The Chromakeyed OSD
This changes the Xv and XvMC display methods from using a blended YUV overlay
to using the chromakey window behind the video. This removes the OSD
processing from the timing-critical code where you're trying to stay on a
strict schedule for frame rendering, and I have found it tremendously helped
eliminate delays in frame rendering which I believe cause the "prebuffering
pause" problem when the OSD is displaying.
It also prevents us from having to render and alpha-blend the OSD for every
single frame. Because the chromakey window is persistant, the OSD rendering
only needs to do hard work when the OSD changes. This also means that, if the
video is not filling the screen (i.e. letterbox-ing or pillar-ing), we can
(and do) still use the full screen for the OSD.
Lastly, you get full color for the OSD of course. :-)
The results are surprisingly good. I initially did some experimentation with
putting text and images on the chromakey background window, and was
sufficiently encouraged by the results to go ahead and do this full-fledged
proof of concept implementation.
Drawbacks
- You give up translucency in the OSD. You still have the equivalent of
transparency courtesy of chromakey.
- The OSD is still rendered as YUV, and this code converts it to RGB. It
would be much better if it were simply rendered as RGB, but a) this is a proof
of concept and b) I haven't figured out how to do that yet. :-)
- Some may consider it a drawback that this spawns an additional thread just
to manage the OSD. I did it that way so that the OSD display activity is
partitioned away from the video and audio playing activity. This allows the
OSD activity to be run at a very low priority, and it allows adjustment of the
rate at which the OSD is (re-)evaluated. At present it's set to check the OSD
every 33333 usecs, which roughly corresponds to 30 fps. It could just as
easily be a higher (slower) value, though, to reduce CPU usage by this thread
at a cost of a slightly less responsive OSD.
- The OSD fonts are anti-aliased, which can make the edges look strange
under some circumstances since the anti-aliasing doesn't understand that black
is actually "transparent". I tried to combat this by using half-toned outline
colors, but it's not entirely successful.
- Since I haven't actually disabled the YUV rendering code for the OSD, you
can get some strange results with certain colors (red?) as the OSD code thinks
it should alpha-modify your colors.
Like I said, it's a proof of concept - not a glossy finished product. This is
intended to stimulate discussion, and to find out if others benefit as much as
I have from moving the OSD processing out of the frame rendering loop.
There is the
patch itself
(last updated 4/20/05) and an
example OSD theme
(last updated 3/23/05) that, despite my complete lack of artistic skilz, attempts
to show what the chromakey OSD can do. Let's just call it (ahem) minimally
artistic. :-)
I have been using both patches for several weeks now on my nforce2 system with
built-in graphics (which has to be some sort of worst case since it's using
main memory), and have found that I can now view 1080i content with near
perfect results. I still encounter the "jumpies" and "old-framies" with 720p
content, but I think that's a different problem.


** PROBLEM **
Your response should consist of the entire listing, transcribed exactly, with every image left out.

** EXERCISE DATA **
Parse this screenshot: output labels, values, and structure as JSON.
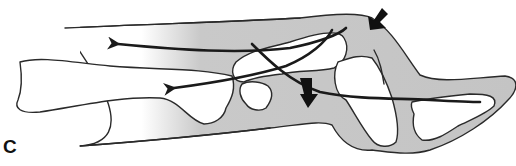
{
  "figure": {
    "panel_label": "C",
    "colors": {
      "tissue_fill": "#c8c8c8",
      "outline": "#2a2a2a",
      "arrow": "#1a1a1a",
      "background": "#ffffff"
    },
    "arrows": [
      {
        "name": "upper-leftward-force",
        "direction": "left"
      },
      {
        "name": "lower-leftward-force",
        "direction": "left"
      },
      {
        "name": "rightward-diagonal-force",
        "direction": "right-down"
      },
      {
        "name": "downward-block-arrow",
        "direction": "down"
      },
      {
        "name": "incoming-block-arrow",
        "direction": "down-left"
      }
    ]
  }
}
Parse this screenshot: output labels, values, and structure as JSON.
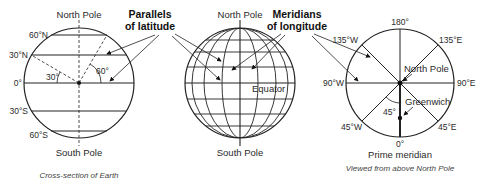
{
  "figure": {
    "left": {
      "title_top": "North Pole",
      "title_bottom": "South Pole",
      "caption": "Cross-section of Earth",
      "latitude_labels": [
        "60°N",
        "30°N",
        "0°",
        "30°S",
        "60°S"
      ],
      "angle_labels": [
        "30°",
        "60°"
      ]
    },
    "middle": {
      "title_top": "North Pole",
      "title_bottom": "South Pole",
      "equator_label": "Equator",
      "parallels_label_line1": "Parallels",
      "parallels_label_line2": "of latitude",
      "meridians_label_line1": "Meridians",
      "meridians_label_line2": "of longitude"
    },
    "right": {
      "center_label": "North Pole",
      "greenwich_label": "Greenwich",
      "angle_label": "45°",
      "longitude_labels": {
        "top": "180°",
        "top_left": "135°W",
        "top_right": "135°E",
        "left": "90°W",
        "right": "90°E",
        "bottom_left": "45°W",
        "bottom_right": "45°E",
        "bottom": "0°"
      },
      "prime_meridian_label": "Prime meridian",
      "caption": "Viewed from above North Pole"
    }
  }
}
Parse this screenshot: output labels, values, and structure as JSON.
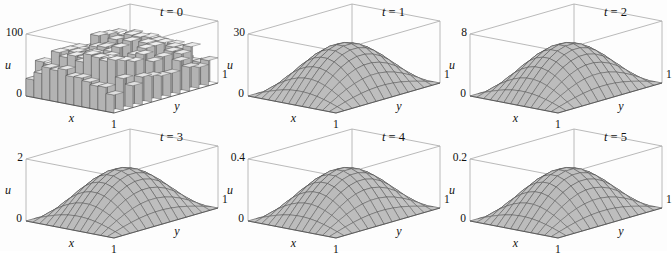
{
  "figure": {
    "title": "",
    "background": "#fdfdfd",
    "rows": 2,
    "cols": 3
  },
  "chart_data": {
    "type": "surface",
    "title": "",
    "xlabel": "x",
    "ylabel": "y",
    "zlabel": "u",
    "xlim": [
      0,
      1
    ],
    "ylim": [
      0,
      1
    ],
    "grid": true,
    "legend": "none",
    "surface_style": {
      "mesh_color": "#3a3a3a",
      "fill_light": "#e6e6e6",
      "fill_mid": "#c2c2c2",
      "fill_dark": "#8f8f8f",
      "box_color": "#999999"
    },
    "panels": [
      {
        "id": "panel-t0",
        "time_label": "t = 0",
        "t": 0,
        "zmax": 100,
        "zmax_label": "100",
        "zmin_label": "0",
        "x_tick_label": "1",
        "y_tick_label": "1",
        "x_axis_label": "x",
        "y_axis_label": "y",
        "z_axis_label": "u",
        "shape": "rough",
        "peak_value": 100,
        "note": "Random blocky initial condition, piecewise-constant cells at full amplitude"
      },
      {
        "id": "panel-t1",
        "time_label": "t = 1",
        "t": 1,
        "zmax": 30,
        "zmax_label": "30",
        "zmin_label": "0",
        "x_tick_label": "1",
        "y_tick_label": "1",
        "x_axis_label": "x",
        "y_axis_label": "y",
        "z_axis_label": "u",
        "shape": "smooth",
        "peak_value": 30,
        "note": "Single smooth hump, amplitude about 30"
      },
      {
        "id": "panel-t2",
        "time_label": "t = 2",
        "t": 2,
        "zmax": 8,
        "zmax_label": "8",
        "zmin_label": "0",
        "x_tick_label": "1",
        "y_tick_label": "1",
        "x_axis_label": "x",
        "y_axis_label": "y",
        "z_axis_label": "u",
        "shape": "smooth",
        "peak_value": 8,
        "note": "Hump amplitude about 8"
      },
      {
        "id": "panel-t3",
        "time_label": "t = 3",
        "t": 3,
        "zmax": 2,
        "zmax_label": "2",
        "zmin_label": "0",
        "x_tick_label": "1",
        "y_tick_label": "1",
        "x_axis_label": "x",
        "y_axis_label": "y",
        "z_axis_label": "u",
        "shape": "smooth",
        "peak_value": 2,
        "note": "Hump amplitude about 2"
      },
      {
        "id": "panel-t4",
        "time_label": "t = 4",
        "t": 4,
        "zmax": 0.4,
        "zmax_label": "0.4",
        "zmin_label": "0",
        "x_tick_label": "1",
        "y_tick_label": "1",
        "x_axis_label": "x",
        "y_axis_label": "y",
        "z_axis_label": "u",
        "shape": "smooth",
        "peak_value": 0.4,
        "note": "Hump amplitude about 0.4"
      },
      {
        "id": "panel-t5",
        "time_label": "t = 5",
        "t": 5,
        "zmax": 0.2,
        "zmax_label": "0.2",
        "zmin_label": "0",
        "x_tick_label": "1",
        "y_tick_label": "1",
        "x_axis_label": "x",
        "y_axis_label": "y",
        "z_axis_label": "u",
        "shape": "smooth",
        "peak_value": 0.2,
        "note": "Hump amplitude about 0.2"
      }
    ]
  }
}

** SOLUTION TO THE PROBLEM **
Parse this screenshot: output labels, values, and structure as JSON.
{
  "figure": {
    "panel_label": "C",
    "colors": {
      "tissue_fill": "#c8c8c8",
      "outline": "#2a2a2a",
      "arrow": "#1a1a1a",
      "background": "#ffffff"
    },
    "arrows": [
      {
        "name": "upper-leftward-force",
        "direction": "left"
      },
      {
        "name": "lower-leftward-force",
        "direction": "left"
      },
      {
        "name": "rightward-diagonal-force",
        "direction": "right-down"
      },
      {
        "name": "downward-block-arrow",
        "direction": "down"
      },
      {
        "name": "incoming-block-arrow",
        "direction": "down-left"
      }
    ]
  }
}
Parse this screenshot: output labels, values, and structure as JSON.
{
  "figure": {
    "left": {
      "title_top": "North Pole",
      "title_bottom": "South Pole",
      "caption": "Cross-section of Earth",
      "latitude_labels": [
        "60°N",
        "30°N",
        "0°",
        "30°S",
        "60°S"
      ],
      "angle_labels": [
        "30°",
        "60°"
      ]
    },
    "middle": {
      "title_top": "North Pole",
      "title_bottom": "South Pole",
      "equator_label": "Equator",
      "parallels_label_line1": "Parallels",
      "parallels_label_line2": "of latitude",
      "meridians_label_line1": "Meridians",
      "meridians_label_line2": "of longitude"
    },
    "right": {
      "center_label": "North Pole",
      "greenwich_label": "Greenwich",
      "angle_label": "45°",
      "longitude_labels": {
        "top": "180°",
        "top_left": "135°W",
        "top_right": "135°E",
        "left": "90°W",
        "right": "90°E",
        "bottom_left": "45°W",
        "bottom_right": "45°E",
        "bottom": "0°"
      },
      "prime_meridian_label": "Prime meridian",
      "caption": "Viewed from above North Pole"
    }
  }
}
Parse this screenshot: output labels, values, and structure as JSON.
{
  "figure": {
    "title": "",
    "background": "#fdfdfd",
    "rows": 2,
    "cols": 3
  },
  "chart_data": {
    "type": "surface",
    "title": "",
    "xlabel": "x",
    "ylabel": "y",
    "zlabel": "u",
    "xlim": [
      0,
      1
    ],
    "ylim": [
      0,
      1
    ],
    "grid": true,
    "legend": "none",
    "surface_style": {
      "mesh_color": "#3a3a3a",
      "fill_light": "#e6e6e6",
      "fill_mid": "#c2c2c2",
      "fill_dark": "#8f8f8f",
      "box_color": "#999999"
    },
    "panels": [
      {
        "id": "panel-t0",
        "time_label": "t = 0",
        "t": 0,
        "zmax": 100,
        "zmax_label": "100",
        "zmin_label": "0",
        "x_tick_label": "1",
        "y_tick_label": "1",
        "x_axis_label": "x",
        "y_axis_label": "y",
        "z_axis_label": "u",
        "shape": "rough",
        "peak_value": 100,
        "note": "Random blocky initial condition, piecewise-constant cells at full amplitude"
      },
      {
        "id": "panel-t1",
        "time_label": "t = 1",
        "t": 1,
        "zmax": 30,
        "zmax_label": "30",
        "zmin_label": "0",
        "x_tick_label": "1",
        "y_tick_label": "1",
        "x_axis_label": "x",
        "y_axis_label": "y",
        "z_axis_label": "u",
        "shape": "smooth",
        "peak_value": 30,
        "note": "Single smooth hump, amplitude about 30"
      },
      {
        "id": "panel-t2",
        "time_label": "t = 2",
        "t": 2,
        "zmax": 8,
        "zmax_label": "8",
        "zmin_label": "0",
        "x_tick_label": "1",
        "y_tick_label": "1",
        "x_axis_label": "x",
        "y_axis_label": "y",
        "z_axis_label": "u",
        "shape": "smooth",
        "peak_value": 8,
        "note": "Hump amplitude about 8"
      },
      {
        "id": "panel-t3",
        "time_label": "t = 3",
        "t": 3,
        "zmax": 2,
        "zmax_label": "2",
        "zmin_label": "0",
        "x_tick_label": "1",
        "y_tick_label": "1",
        "x_axis_label": "x",
        "y_axis_label": "y",
        "z_axis_label": "u",
        "shape": "smooth",
        "peak_value": 2,
        "note": "Hump amplitude about 2"
      },
      {
        "id": "panel-t4",
        "time_label": "t = 4",
        "t": 4,
        "zmax": 0.4,
        "zmax_label": "0.4",
        "zmin_label": "0",
        "x_tick_label": "1",
        "y_tick_label": "1",
        "x_axis_label": "x",
        "y_axis_label": "y",
        "z_axis_label": "u",
        "shape": "smooth",
        "peak_value": 0.4,
        "note": "Hump amplitude about 0.4"
      },
      {
        "id": "panel-t5",
        "time_label": "t = 5",
        "t": 5,
        "zmax": 0.2,
        "zmax_label": "0.2",
        "zmin_label": "0",
        "x_tick_label": "1",
        "y_tick_label": "1",
        "x_axis_label": "x",
        "y_axis_label": "y",
        "z_axis_label": "u",
        "shape": "smooth",
        "peak_value": 0.2,
        "note": "Hump amplitude about 0.2"
      }
    ]
  }
}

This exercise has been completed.